Nepal: green prisons - use of biogas improves livesinside prisons

05-06-2009 Article, Nepali Times

Article published by the Nepali Times on 5 June 2009 and reproduced here with the newspaper's kind permission.

By Mallika Aryal, in Kaski

It is early morning in Kaski prison and prisoners have just finished preparing their meals on eco-friendly stoves. Until last year, 209 detainees in this prison used to spend a big part of the Rs 45 daily government allowance per inmate on kerosene and half their day in smoky kitchens. But thanks to the introduction of biogas stoves, that’s all changed. “Cooking was an ordeal, and it was unbearable to stay in the kitchen area for long because of the smoke from the kerosene stoves,” says Raju Bogati, who cooks for his group in the Kaski mess.

Kaski, Kanchanpur and Chitwan prisons  were all renovated last year by Nepal’s International Committee of the Red Cross and the Prison Management Department . They have all been equipped with biogas plants and gas-stoves. “While domestic use of biogas is well known, this is a perfect example of how biogas can also be successfully used in large scale institutional settings,” says Gisella McGuinness, co-coordinator of the Water and Habitat section of the ICRC, which has taken on the initiative in the three prisons. “The project seeks to ensure cleanliness, good health, self-sufficiency environmental preservation and relieves economic pressure on the inmates and their families in terms of fuel, as a result they can access nutritional food,” adds ICRC’s Rafiullah Qureshi.

Since the prison started managing the project in September last year, the detainees in Kaski have been maintaining the plants and stoves themselves. Two separate digesters are hooked to the toilets in the prison and organic kitchen waste can also be fed directly through outlets in the kitchen. “This is perfect for us— there’s no w astage in the kitchen, no extra money spent on fuel and we feel empowered that we can run the plant and the

stoves ourselves,” says Maya Pun in the women’s wing.

Kaski prison’s jailer Uma Kanta Poudel says that equipping the prison was only the first step and it’s now up to the government to ensure sustainability by providing the expertise and budget for maintenance and repairs. “It is the responsibility of the government to ensure acceptable living conditions of detainees in prison. They should replicate and take a lead role in projects like these in the future,” he says.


ASSIGNMENT:
Which of the lines in the listing that follows hold "object"? Pull each one out.

ENTRIES SUPPLIED:
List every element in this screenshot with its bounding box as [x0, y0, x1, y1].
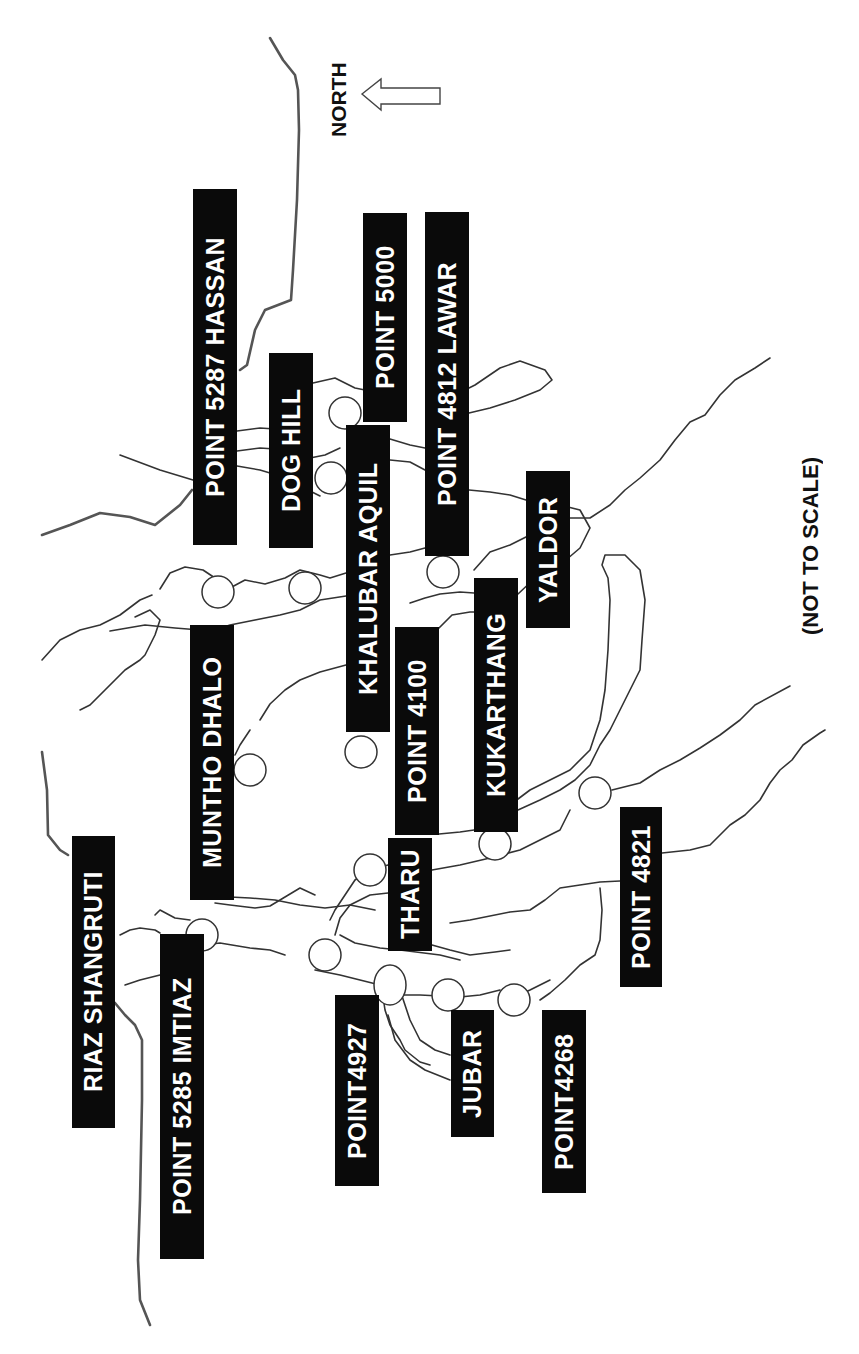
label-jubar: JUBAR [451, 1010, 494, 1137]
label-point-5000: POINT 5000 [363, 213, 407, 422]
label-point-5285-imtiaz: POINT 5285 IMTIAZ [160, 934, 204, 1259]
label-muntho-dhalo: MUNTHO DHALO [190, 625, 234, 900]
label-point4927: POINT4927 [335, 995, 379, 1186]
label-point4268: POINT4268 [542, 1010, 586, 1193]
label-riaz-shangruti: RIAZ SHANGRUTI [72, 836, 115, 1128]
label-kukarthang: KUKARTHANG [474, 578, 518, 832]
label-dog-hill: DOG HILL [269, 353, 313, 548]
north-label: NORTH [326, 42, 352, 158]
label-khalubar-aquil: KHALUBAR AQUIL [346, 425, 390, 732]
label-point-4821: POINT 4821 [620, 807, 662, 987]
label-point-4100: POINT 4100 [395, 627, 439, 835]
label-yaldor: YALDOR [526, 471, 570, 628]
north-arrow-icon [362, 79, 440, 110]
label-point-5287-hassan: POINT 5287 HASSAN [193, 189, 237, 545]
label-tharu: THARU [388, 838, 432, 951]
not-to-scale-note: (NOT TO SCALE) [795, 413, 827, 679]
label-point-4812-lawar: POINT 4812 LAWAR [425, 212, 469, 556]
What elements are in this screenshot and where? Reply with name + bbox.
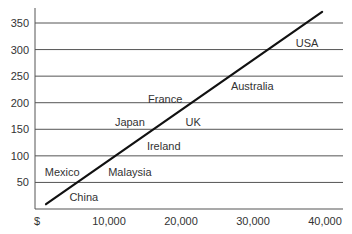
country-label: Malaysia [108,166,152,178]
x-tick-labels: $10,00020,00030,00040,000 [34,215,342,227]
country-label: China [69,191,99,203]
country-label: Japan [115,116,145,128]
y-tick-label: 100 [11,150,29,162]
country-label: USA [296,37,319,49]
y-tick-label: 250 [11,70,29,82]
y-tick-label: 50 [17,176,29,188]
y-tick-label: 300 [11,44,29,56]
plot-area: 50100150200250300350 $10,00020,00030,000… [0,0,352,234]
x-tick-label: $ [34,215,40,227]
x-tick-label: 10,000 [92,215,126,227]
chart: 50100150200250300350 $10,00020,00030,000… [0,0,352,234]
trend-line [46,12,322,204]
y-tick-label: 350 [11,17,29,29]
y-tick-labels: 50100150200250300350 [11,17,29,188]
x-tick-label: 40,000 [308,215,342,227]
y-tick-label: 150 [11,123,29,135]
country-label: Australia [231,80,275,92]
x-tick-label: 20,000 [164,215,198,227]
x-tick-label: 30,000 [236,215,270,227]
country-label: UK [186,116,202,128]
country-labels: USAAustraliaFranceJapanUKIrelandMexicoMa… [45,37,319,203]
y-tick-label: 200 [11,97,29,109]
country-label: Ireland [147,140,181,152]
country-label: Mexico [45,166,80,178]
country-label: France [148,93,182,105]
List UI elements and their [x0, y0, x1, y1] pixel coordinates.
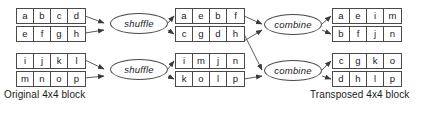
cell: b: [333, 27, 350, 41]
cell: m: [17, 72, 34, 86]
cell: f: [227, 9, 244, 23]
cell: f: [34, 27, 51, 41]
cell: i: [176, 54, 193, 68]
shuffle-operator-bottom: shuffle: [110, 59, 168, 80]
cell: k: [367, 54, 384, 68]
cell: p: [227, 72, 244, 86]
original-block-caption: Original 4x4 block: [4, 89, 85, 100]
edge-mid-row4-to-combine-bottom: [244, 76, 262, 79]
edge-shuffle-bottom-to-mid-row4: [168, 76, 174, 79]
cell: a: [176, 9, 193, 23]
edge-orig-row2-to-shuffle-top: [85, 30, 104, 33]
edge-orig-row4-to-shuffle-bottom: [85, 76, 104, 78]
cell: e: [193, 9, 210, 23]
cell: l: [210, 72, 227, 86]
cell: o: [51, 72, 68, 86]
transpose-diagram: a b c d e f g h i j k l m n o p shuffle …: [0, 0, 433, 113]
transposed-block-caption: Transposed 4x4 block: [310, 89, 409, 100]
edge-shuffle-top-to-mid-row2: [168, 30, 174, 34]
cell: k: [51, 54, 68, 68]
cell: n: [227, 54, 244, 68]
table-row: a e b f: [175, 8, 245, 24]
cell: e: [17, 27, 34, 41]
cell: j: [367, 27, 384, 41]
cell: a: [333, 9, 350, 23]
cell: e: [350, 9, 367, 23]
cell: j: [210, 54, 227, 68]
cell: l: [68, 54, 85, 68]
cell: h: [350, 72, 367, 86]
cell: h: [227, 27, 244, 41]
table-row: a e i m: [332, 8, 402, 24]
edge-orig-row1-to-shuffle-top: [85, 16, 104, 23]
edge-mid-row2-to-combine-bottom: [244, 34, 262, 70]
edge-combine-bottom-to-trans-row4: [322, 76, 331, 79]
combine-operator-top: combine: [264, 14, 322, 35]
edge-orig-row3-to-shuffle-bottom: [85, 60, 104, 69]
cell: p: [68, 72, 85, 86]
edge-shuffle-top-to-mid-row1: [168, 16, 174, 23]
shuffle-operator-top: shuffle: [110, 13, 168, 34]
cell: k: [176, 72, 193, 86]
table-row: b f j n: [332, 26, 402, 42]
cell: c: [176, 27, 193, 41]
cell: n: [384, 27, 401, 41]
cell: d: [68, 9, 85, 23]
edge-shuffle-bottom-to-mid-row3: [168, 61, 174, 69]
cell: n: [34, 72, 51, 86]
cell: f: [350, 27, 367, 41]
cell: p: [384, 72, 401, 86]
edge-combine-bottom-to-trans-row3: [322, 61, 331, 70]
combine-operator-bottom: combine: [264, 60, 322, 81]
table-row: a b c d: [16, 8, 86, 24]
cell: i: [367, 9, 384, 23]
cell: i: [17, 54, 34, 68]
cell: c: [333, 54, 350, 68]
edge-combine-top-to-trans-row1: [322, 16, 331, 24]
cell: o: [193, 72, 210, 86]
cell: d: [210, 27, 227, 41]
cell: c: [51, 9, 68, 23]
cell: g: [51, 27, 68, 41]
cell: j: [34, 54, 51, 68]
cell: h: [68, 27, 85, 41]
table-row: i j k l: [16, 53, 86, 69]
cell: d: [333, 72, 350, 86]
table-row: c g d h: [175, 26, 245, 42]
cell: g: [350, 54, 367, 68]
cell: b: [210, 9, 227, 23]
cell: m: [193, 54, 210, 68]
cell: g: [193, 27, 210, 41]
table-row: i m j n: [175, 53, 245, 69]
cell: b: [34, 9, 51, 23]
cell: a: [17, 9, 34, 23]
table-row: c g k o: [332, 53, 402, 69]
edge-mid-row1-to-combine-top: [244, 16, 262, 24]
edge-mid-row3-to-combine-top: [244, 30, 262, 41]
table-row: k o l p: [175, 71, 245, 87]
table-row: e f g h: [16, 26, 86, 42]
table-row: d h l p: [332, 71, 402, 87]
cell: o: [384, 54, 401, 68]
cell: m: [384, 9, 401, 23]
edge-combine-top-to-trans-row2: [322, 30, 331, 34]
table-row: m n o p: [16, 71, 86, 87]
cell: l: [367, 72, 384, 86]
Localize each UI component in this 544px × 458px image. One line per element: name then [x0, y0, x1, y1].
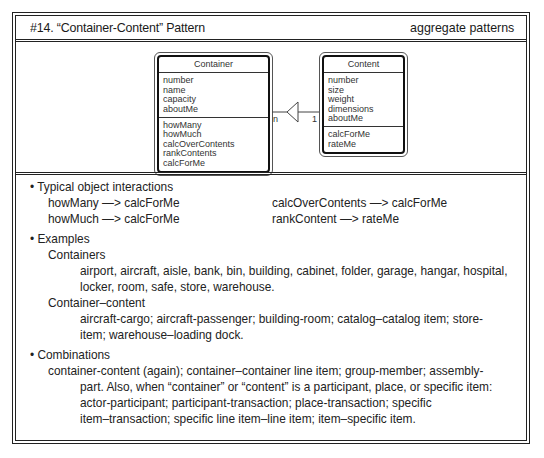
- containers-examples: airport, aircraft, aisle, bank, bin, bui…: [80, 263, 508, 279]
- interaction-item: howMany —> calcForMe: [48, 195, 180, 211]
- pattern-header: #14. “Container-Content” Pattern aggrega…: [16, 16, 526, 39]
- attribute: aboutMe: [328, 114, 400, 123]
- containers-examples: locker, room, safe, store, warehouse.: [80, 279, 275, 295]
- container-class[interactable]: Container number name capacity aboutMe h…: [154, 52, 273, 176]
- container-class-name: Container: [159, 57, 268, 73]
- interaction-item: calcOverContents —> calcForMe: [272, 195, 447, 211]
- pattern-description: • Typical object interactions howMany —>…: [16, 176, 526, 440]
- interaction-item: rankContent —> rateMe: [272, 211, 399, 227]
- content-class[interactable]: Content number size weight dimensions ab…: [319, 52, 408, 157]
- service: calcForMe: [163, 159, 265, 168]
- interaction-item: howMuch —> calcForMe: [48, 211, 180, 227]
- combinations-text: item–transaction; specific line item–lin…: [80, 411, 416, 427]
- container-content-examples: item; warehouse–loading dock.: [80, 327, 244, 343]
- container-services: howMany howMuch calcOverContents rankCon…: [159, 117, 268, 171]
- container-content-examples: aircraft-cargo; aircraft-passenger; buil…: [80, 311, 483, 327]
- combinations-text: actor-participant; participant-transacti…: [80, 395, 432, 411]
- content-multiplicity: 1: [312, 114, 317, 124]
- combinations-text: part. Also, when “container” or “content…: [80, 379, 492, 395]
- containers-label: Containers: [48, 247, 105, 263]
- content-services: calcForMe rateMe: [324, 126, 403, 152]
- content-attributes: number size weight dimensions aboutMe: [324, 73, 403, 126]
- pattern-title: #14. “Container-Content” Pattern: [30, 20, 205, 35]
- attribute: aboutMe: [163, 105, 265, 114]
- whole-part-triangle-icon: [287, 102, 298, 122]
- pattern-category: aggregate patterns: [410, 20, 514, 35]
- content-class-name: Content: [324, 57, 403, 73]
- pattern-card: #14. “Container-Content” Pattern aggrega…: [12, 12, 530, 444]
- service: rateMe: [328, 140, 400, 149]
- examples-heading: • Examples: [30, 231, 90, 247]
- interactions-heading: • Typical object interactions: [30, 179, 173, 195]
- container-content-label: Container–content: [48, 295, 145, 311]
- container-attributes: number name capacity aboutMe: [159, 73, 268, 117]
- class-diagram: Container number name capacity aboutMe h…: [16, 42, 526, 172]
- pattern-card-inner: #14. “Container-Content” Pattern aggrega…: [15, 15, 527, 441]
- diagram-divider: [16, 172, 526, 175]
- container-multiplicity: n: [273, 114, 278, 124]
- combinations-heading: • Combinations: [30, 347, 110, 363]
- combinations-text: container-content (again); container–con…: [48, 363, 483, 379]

RESULT FOR THIS TASK:
- pattern-description: • Typical object interactions howMany —>…: [16, 176, 526, 440]
- interactions-heading: • Typical object interactions: [30, 179, 173, 195]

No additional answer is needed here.